Meet Viktor. He runs a subscription business with 1,200 customers. His unit economics show a contribution margin of 12% on the basic plan. That's weak. He has 7 days to recommend one experiment to improve it. Should he raise price, cut costs, or change the product? Without a clear priority, he'd guess. With unit economics, he knows.

Do This Now (5 Steps)

  1. Pull your unit economics snapshot. Calculate contribution margin for your top product line. Use real numbers from last month.
  2. Identify the weakest line. Look for the line with the lowest margin. That's your target.
  3. List three possible moves. For example: increase price by 5%, reduce variable cost by 3%, or bundle with a high-margin add-on.
  4. Estimate impact per move. Use a simple spreadsheet. For each move, estimate new margin and new volume. Keep it rough but honest.
  5. Pick the move with the highest net gain. That's your experiment. Write one recommendation sentence.
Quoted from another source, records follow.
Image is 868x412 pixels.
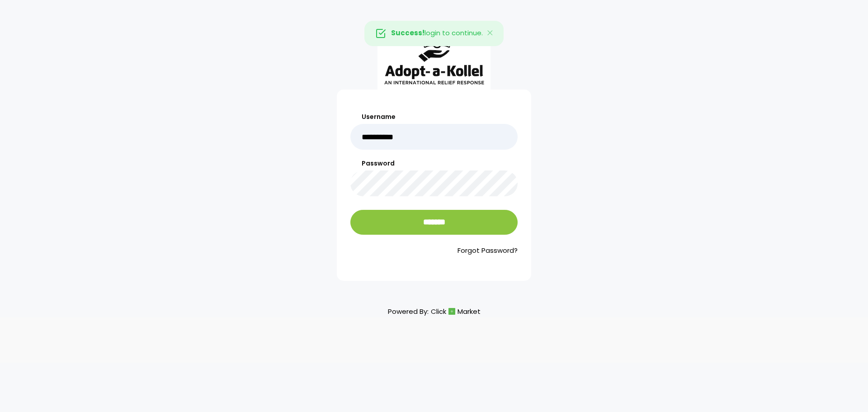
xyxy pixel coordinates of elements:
a: Forgot Password? [350,246,518,256]
img: cm_icon.png [449,308,455,315]
div: login to continue. [365,21,503,46]
label: Password [350,159,518,168]
strong: Success! [391,28,424,38]
label: Username [350,112,518,122]
img: aak_logo_sm.jpeg [377,24,491,90]
a: ClickMarket [431,305,481,318]
button: Close [478,21,503,46]
p: Powered By: [388,305,481,318]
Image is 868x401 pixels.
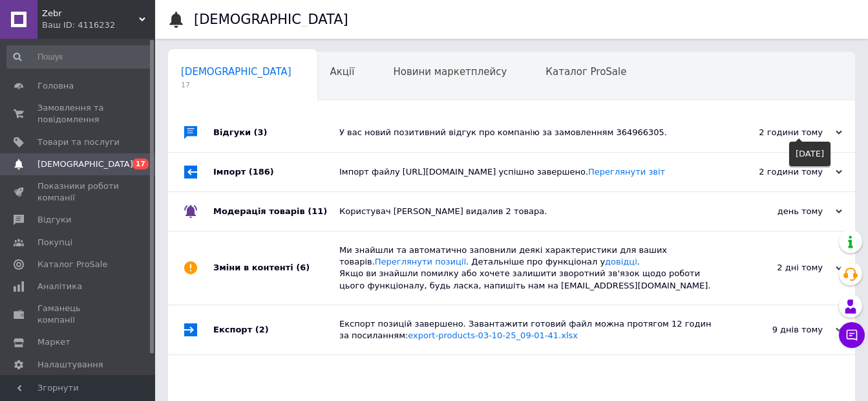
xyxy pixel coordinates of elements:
span: Покупці [37,236,73,248]
span: Налаштування [37,360,103,370]
a: Переглянути звіт [589,167,665,176]
span: Відгуки [37,214,71,226]
span: Головна [37,80,74,92]
div: 9 днів тому [713,324,842,336]
span: Маркет [37,337,71,348]
input: Пошук [7,45,153,69]
span: Аналітика [37,281,82,293]
span: Каталог ProSale [546,66,627,78]
span: Акції [331,66,355,78]
span: (11) [308,207,327,216]
span: (3) [254,127,268,137]
div: Ми знайшли та автоматично заповнили деякі характеристики для ваших товарів. . Детальніше про функ... [340,244,713,292]
div: Відгуки [214,113,340,152]
a: Переглянути позиції [375,257,466,267]
span: Товари та послуги [37,137,120,148]
div: 2 години тому [713,127,842,139]
span: (186) [249,167,275,176]
div: Експорт позицій завершено. Завантажити готовий файл можна протягом 12 годин за посиланням: [340,318,713,342]
div: Зміни в контенті [214,232,340,304]
span: (2) [256,325,269,335]
span: Замовлення та повідомлення [37,102,120,125]
h1: [DEMOGRAPHIC_DATA] [194,12,348,28]
div: Ваш ID: 4116232 [42,20,155,32]
span: [DEMOGRAPHIC_DATA] [37,159,133,170]
span: Показники роботи компанії [37,180,120,204]
div: Користувач [PERSON_NAME] видалив 2 товара. [340,206,713,218]
div: Експорт [214,305,340,355]
a: довідці [605,257,638,267]
span: 17 [181,80,291,90]
span: Гаманець компанії [37,302,120,326]
span: Каталог ProSale [37,259,107,271]
div: день тому [713,206,842,218]
span: Новини маркетплейсу [393,66,507,78]
span: 17 [133,159,149,169]
span: [DEMOGRAPHIC_DATA] [181,66,291,78]
span: (6) [296,263,310,273]
div: 2 дні тому [713,262,842,274]
div: Імпорт файлу [URL][DOMAIN_NAME] успішно завершено. [340,167,713,178]
div: Модерація товарів [214,192,340,232]
div: У вас новий позитивний відгук про компанію за замовленням 364966305. [340,127,713,139]
div: Імпорт [214,153,340,191]
button: Чат з покупцем [839,322,865,348]
span: Zebr [42,8,139,20]
a: export-products-03-10-25_09-01-41.xlsx [408,331,578,341]
div: 2 години тому [713,167,842,178]
div: [DATE] [789,142,831,167]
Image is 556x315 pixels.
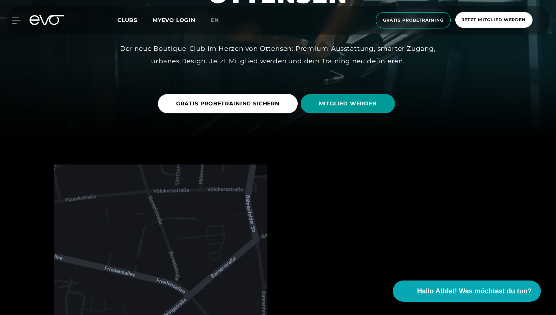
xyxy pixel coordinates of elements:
[153,17,196,24] a: MYEVO LOGIN
[211,16,228,25] a: en
[158,88,301,119] a: GRATIS PROBETRAINING SICHERN
[176,100,280,108] span: GRATIS PROBETRAINING SICHERN
[118,17,138,24] span: Clubs
[393,281,541,302] button: Hallo Athlet! Was möchtest du tun?
[383,17,444,24] span: Gratis Probetraining
[118,16,153,24] a: Clubs
[108,42,449,67] div: Der neue Boutique-Club im Herzen von Ottensen: Premium-Ausstattung, smarter Zugang, urbanes Desig...
[453,12,535,28] a: Jetzt Mitglied werden
[462,17,526,23] span: Jetzt Mitglied werden
[374,12,453,28] a: Gratis Probetraining
[319,100,378,108] span: MITGLIED WERDEN
[417,286,532,296] span: Hallo Athlet! Was möchtest du tun?
[211,17,219,24] span: en
[301,88,399,119] a: MITGLIED WERDEN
Example: "Run a 7-day test raising basic plan price by 5% to improve contribution margin by 2 points."

Avoid These Traps

  • Don't analyze everything. Focus on one product line. You'll ship faster.
  • Don't guess impact. Use numbers, even if they're rough. A 5% price increase with 10% churn is different from 2% churn.
  • Don't skip the recommendation. Analysis without a clear next action is noise.
  • Don't overcomplicate. Three moves max. One winner.
  • Don't forget cash rhythm. Profit and cash tell different stories. Check your runway before committing to a long experiment.
  • Don't ignore break-even. If your experiment costs $500, make sure you can cover it.
  • Don't work alone. Share your one-pager with a teammate. Fresh eyes catch blind spots.
  • Don't delay. You have 7 days. Start today.

Your Win by Friday

By Friday, you'll have one clean analysis with one clear recommendation. Your team will know exactly which experiment to run next. No more guessing. No more wasted effort. You'll feel like a finance operator, not just a data clerk. And hey, you might even impress Viktor.